● WHAT THE EXERCISE ASKS:
Transcribe exactly the line that contains "Identify the location of Privacy Policy." and every line after it through the end of the records, with nothing else.

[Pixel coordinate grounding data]
>>>

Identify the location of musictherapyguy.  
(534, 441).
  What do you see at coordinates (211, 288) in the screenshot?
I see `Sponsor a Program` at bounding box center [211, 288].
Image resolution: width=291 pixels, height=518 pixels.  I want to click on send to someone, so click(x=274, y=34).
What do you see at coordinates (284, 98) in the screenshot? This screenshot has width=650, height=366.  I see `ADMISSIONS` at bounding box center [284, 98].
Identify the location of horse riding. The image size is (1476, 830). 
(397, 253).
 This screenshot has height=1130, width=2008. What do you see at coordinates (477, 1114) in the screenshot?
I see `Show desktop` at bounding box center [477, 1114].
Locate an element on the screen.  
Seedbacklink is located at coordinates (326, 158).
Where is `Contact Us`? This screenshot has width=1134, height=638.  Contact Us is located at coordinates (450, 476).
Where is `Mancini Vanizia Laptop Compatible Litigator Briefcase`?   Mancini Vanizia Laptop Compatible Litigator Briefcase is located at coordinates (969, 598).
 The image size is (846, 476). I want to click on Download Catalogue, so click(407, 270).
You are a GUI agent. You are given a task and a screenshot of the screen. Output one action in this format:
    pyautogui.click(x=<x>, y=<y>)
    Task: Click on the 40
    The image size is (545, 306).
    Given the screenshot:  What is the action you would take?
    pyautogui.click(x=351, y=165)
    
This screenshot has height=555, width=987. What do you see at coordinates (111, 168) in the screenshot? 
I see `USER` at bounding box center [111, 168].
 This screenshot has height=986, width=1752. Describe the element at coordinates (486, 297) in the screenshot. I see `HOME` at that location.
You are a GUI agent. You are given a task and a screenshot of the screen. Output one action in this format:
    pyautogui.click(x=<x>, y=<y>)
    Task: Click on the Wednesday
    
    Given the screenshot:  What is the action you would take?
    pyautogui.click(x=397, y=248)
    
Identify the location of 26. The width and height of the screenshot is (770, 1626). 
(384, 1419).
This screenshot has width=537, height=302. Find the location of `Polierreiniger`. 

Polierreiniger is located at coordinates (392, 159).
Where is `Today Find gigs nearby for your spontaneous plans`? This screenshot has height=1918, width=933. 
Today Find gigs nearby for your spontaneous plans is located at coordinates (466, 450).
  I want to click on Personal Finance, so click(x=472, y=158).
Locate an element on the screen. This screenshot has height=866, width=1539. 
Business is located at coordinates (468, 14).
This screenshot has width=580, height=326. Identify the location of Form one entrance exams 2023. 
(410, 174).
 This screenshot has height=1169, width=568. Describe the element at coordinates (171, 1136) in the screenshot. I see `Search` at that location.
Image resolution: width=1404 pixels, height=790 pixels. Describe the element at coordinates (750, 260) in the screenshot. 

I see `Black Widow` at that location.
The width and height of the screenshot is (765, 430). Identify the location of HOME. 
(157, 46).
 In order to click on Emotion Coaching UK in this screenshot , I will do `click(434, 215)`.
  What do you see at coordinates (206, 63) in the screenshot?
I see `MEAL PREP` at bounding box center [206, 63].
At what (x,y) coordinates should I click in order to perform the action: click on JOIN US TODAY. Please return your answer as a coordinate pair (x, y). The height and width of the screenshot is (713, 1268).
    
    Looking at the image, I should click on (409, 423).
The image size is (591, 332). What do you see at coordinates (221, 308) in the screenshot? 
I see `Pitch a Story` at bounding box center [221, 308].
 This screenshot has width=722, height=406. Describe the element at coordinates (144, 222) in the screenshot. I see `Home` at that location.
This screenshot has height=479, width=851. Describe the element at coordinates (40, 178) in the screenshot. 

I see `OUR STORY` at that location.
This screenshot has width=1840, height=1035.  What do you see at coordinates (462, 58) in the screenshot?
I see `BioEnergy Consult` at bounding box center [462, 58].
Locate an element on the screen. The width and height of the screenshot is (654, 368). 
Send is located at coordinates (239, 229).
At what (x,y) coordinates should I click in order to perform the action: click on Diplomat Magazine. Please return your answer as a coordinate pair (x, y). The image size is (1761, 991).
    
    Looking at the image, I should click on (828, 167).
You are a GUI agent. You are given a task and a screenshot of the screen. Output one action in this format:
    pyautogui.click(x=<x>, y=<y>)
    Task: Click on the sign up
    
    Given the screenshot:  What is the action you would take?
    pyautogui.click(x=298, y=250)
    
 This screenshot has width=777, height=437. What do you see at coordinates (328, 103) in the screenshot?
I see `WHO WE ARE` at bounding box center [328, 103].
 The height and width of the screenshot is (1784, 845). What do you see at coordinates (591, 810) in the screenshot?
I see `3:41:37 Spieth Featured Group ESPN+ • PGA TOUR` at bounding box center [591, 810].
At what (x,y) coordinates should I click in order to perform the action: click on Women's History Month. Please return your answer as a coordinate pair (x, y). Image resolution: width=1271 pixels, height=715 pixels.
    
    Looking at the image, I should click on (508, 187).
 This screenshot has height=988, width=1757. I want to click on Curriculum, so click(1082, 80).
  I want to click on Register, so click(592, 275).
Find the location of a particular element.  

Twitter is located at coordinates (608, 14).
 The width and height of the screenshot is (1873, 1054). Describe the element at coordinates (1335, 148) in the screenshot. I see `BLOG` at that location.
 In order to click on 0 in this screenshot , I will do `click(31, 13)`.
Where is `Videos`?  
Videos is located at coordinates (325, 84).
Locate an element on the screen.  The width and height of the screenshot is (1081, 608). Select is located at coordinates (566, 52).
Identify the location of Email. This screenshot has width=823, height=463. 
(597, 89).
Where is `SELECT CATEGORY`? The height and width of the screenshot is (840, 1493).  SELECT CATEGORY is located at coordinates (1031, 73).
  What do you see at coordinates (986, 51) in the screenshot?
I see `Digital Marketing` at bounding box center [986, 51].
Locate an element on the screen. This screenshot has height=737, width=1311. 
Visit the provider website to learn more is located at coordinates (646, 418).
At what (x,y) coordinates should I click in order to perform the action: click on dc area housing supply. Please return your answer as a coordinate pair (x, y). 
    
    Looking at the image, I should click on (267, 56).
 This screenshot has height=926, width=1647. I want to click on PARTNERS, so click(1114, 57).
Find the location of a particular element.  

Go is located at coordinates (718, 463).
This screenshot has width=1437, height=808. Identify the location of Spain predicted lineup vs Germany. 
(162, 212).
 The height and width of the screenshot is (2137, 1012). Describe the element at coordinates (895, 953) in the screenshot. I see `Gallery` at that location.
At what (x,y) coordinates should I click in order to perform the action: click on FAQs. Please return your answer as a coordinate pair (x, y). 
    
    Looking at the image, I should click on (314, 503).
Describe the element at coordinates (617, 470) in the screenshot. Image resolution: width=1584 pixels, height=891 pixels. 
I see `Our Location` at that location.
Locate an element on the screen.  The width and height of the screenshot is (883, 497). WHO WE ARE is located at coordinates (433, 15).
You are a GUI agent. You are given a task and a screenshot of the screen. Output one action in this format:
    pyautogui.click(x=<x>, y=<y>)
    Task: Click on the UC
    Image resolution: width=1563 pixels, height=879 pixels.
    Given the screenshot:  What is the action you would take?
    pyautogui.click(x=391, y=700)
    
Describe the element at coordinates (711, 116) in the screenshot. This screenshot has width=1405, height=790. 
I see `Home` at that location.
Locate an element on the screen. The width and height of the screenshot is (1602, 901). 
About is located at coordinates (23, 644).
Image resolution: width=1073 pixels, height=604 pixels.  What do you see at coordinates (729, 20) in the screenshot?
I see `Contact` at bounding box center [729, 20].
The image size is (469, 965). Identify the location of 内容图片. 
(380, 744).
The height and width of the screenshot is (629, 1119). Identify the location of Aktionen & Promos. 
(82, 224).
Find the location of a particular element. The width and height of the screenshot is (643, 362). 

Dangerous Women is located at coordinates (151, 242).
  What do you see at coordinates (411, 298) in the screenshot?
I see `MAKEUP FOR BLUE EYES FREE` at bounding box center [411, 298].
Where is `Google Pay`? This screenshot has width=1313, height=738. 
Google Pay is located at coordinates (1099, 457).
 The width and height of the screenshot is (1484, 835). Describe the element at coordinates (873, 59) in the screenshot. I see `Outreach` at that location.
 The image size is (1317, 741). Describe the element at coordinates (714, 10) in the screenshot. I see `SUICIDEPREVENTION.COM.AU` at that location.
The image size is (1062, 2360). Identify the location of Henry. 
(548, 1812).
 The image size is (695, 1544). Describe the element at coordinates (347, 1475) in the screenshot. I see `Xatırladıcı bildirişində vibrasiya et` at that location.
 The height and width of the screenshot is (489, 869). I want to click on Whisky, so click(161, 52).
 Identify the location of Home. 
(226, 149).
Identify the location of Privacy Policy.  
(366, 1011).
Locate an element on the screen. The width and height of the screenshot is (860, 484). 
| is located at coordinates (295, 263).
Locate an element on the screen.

<<<

● FINISHED EXERCISE:
Identify the location of Privacy Policy.  
(366, 1011).
Locate an element on the screen. The width and height of the screenshot is (860, 484). 
| is located at coordinates (295, 263).
Locate an element on the screen.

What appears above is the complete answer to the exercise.